Social Media adds many Digital Properties to your Portfolio
We’re seeing non-profits, for profit SMB and large organizations all coming to grips with the understanding that a social media presence is essential in connecting to their customers, stakeholders, prospects and employees. What we see is very, very smart people struggling with how to involve themselves with various social media components. With a klaxon going off in their head and their hair on fire, they are looking for tactics to implement right away.
Some are staging a social media campaign, others are creating a social media position within the marketing department and others are undertaking tactical deployments of particular set of tools and then waiting to see what happens next. What these all have in common is a short-horizon demand to prove what social media can do for them.

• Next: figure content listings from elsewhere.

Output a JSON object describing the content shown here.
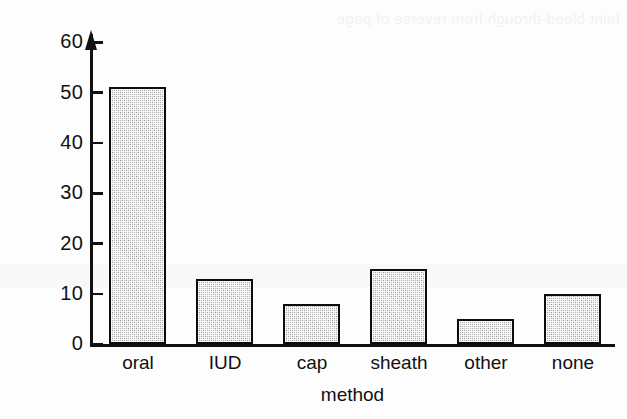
{
  "chart_data": {
    "type": "bar",
    "title": "",
    "subtitle": "",
    "categories": [
      "oral",
      "IUD",
      "cap",
      "sheath",
      "other",
      "none"
    ],
    "values": [
      51,
      13,
      8,
      15,
      5,
      10
    ],
    "series": [
      {
        "name": "% of women",
        "values": [
          51,
          13,
          8,
          15,
          5,
          10
        ]
      }
    ],
    "xlabel": "method",
    "ylabel": "%",
    "ylim": [
      0,
      60
    ],
    "yticks": [
      0,
      10,
      20,
      30,
      40,
      50,
      60
    ],
    "ytick_labels": [
      "0",
      "10",
      "20",
      "30",
      "40",
      "50",
      "60"
    ],
    "grid": false,
    "legend": false,
    "legend_position": "none",
    "bar_fill_color": "#b9b9b9",
    "bar_edge_color": "#0c0c0c",
    "axis_color": "#111111",
    "background_color": "#fdfdfd",
    "y_axis_has_arrow": true,
    "annotations": []
  },
  "axes": {
    "y_title": "%",
    "x_title": "method",
    "ticks": [
      {
        "label": "60",
        "value": 60
      },
      {
        "label": "50",
        "value": 50
      },
      {
        "label": "40",
        "value": 40
      },
      {
        "label": "30",
        "value": 30
      },
      {
        "label": "20",
        "value": 20
      },
      {
        "label": "10",
        "value": 10
      },
      {
        "label": "0",
        "value": 0
      }
    ]
  },
  "bars": [
    {
      "label": "oral",
      "value": 51
    },
    {
      "label": "IUD",
      "value": 13
    },
    {
      "label": "cap",
      "value": 8
    },
    {
      "label": "sheath",
      "value": 15
    },
    {
      "label": "other",
      "value": 5
    },
    {
      "label": "none",
      "value": 10
    }
  ],
  "scan": {
    "ghost_text": "faint bleed-through from reverse of page"
  }
}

What is missing in all these efforts is a perspective on how to use social media to connect with their customers in a lifelong relationship, all the while monitoring the things that can be monitored, applying a return-on-investment metric to the data and thus being able to manage what kind of incremental return they can create by a transparent, public presence.
Admittedly, this is a perspective based on years of involvement in online social technology, not one based on the recent boom on attention being given to social media. What is supportable in all these efforts is that they are steps along the journey toward what we think is a broad, global cultural adoption of a media model that presents a social element in virtually every exposure.
It will start with simple icons identifying where to connect with the brand in print ads, expand to interactive capabilities during broadcasts on the 2nd, 3rd and 4th screens (Television, computer and mobile phone) and with the pending leaps of technology ahead of us in the next few years, a socialized element in media will become an expected, albeit optional part of virtually everything we see.
Social Media requires an ongoing investment of your company resources. So where do you start, what pays off the most and what is your overall strategy with regard to effective multiple channels of communication?
The diagram below is a simple example of just a few of the many channels of social media which may require your strategic investment and attention.
So that’s the future, what do you do today? Short answer – whatever you are comfortable with that leads you down that path. Longer answer – Lose the mindset that social media is episodic, or a short run element in an overall marketing program. Adopt instead a perspective that a social, customer-centric interactive approach is where you and your organization is headed. Recognize that media, with social elements will impact more, much more than just how your message gets out. It will impact how you service your customers, find your prospects, connect with stakeholders and develop your products. How it will do all that is the journey we’re on.
A word of advice is to not get caught up with self-proclaimed ‘experts’ promoting a flavor-of-the-day approach. Look for partners with experience in business, online communications technology and the ability to work across the organization you already have in place, embedding a social component into the fabric of the enterprise – it’s where you’re headed anyway.
Special thanks to Steven Groves for his input and book on the ROI of Social Media.